Ray McIntire: Styrofoam Inventor
Dow Chemical Company scientist Ray McIntire invented foamed polystyrene aka Styrofoam.
McIntire said his invention of foamed polystyrene was purely accidental. His invention came about as he was trying to find a flexible electrical insulator around the time of World War II.
Polystyrene, which already had been invented, was a good insulator but too brittle. McIntire tried to make a new rubber-like polymer by combining styrene with a volatile liquid called isobutylene under pressure.
The result was a foam polystyrene with bubbles and was 30 times lighter than regular polystyrene. The Dow Chemical Company introduced Styrofoam products to the United States in 1954.
How Foamed Polystyrene/Styrofoam Products Are Made
Foamed polystyrene starts as small spherical beads that contain an expanding agent called hydrocarbon.

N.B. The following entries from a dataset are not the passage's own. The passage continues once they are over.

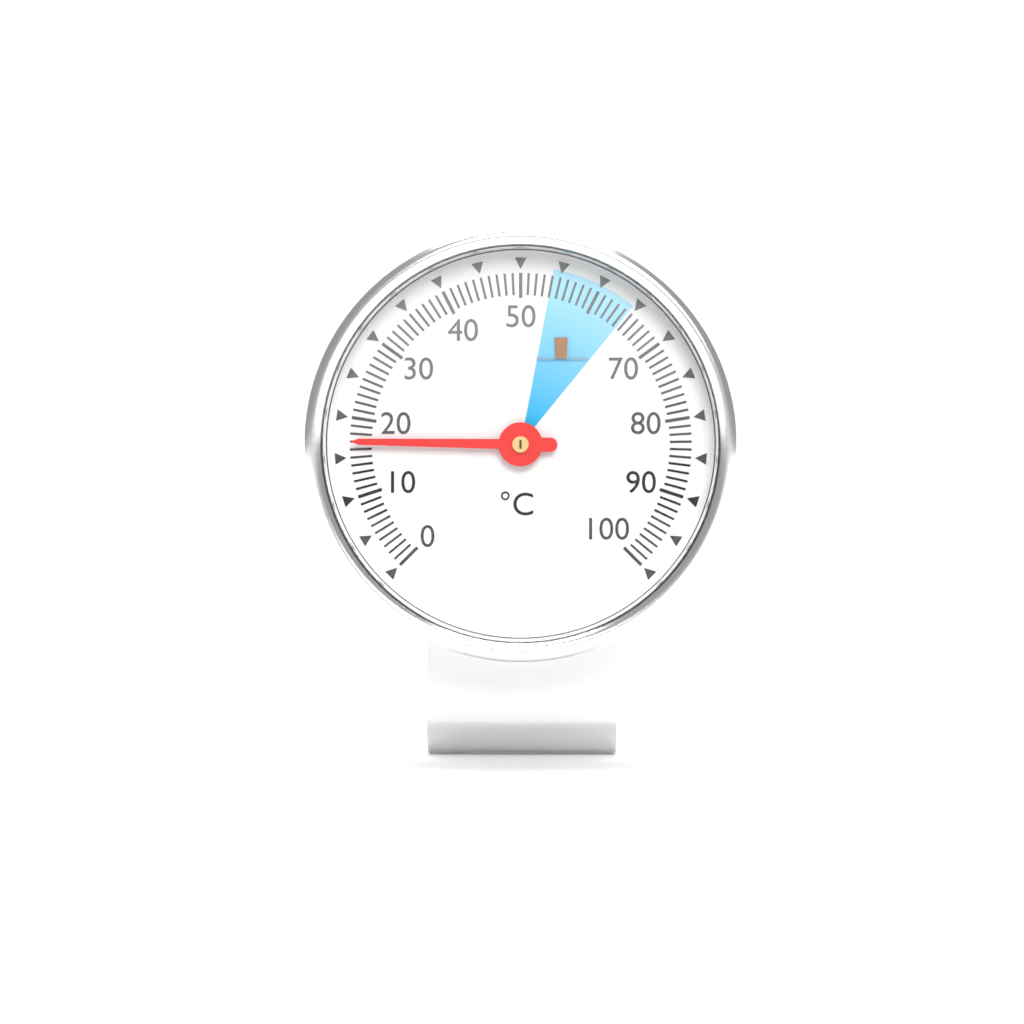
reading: 17 °C
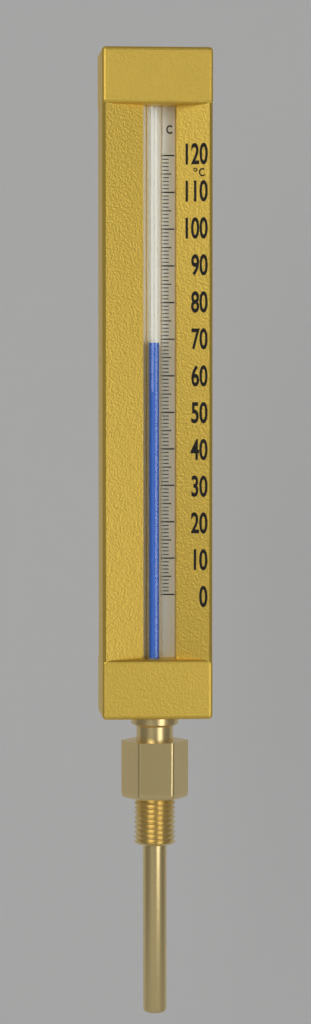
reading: 69 °C
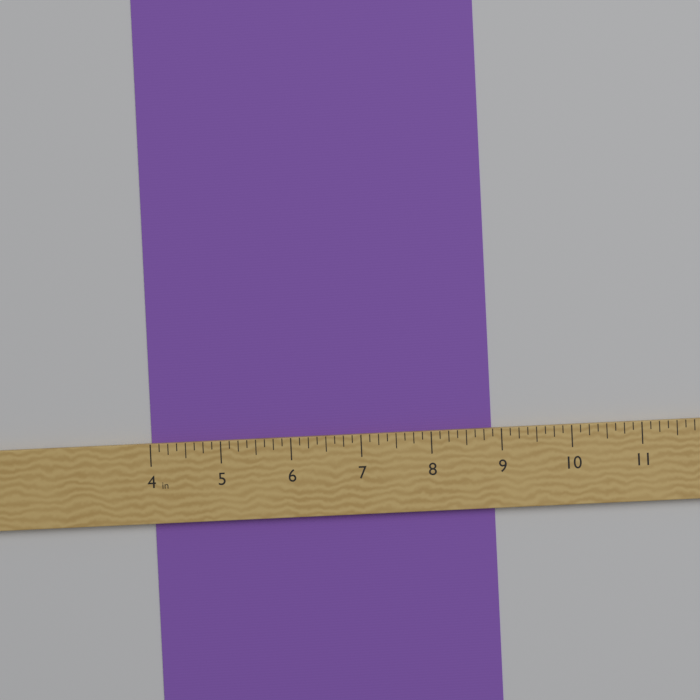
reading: 8.875 in
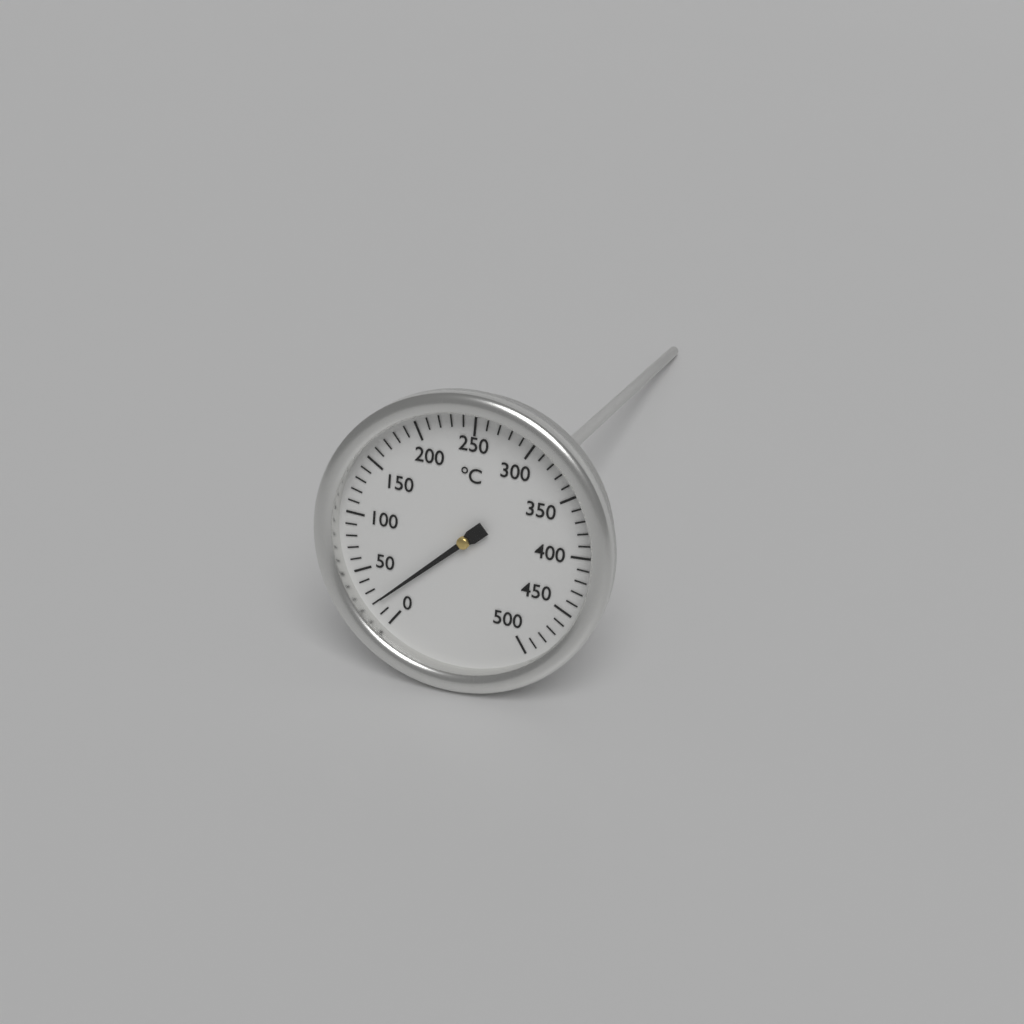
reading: 20 °C
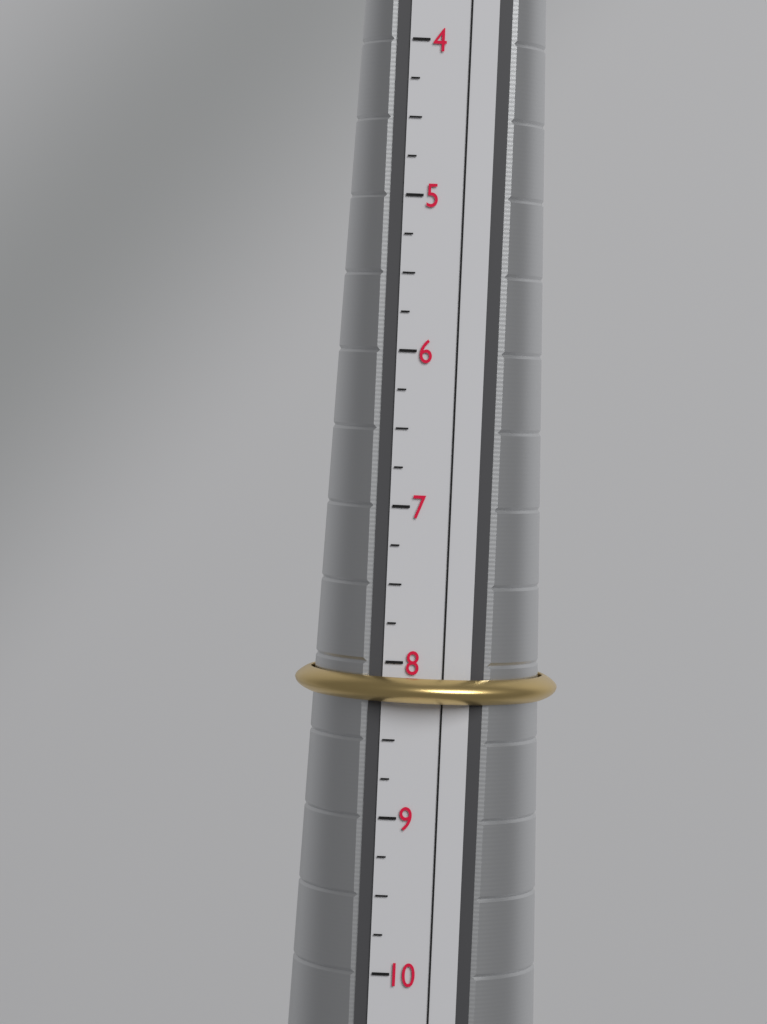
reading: 8.25 (no unit)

The polystyrene beads are heated with steam. As the expanding agent boils, the beads soften and expand up to forty times their original size.

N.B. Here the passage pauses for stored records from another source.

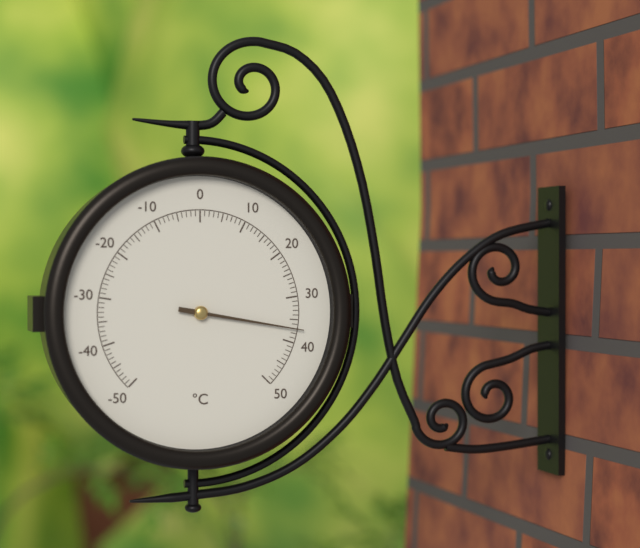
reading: 37 °C
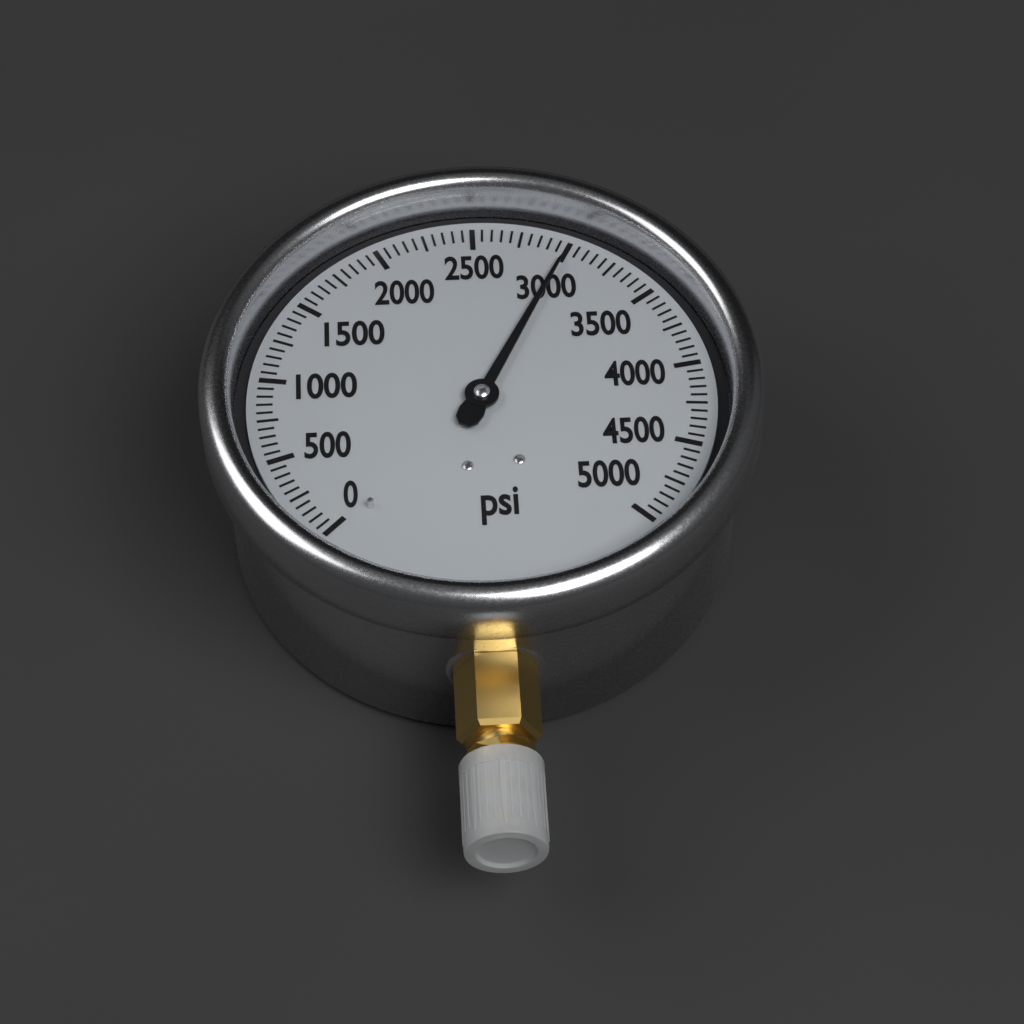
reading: 3000 psi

The expanded beads are left to cool down before being heated again. However, this time the beads are expanded within a mold.
The molds are designed in a variety of shapes depending on the desired end product. Examples are things such as styrofoam cups, cartons, wig stands and more.
The beads completely fill the mold and also fuse together.
Styrofoam is about 98% percent air.
Mary Bellis
Inventions Expert
Introduction
New York-based film producer and director
Singled out by Forbes magazine for her writing on inventors.
Known in art and independent film circles by the name CalmX
Creator of computer-generated art
Experience
Mary Bellis was a former writer for ThoughtCo, where she covered inventors for 18 years. She was a freelance writer, film producer, and director.  In addition, Forbes Best of the Web credited her for creating the number one online destination for information about inventors and inventions. Her writing has been reprinted and referenced in numerous educational books and articles. She was known for her short independent  films and documentaries, including one on Alexander Graham Bell. She specialized in making and exhibiting computer-generated art, while working as an animator, journalist and an independent video game developer.
Education
Mary Bellis held a Master of Fine Arts in film and animation from the San Francisco Art Institute.
ThoughtCo and Dotdash
ThoughtCo is a premier reference site focusing on expert-created education content. We are one of the top-10 information sites in the world as rated by comScore, a leading Internet measurement company. Every month, more than 13 million readers seek answers to their questions on ThoughtCo.
For more than 20 years, Dotdash brands have been helping people find answers, solve problems, and get inspired. We are one of the top-20 largest content publishers on the Internet according to comScore, and reach more than 30% of the U.S. population monthly. Our brands collectively have won more than 20 industry awards in the last year alone, and recently Dotdash was named Publisher of the Year by Digiday, a leading industry publication.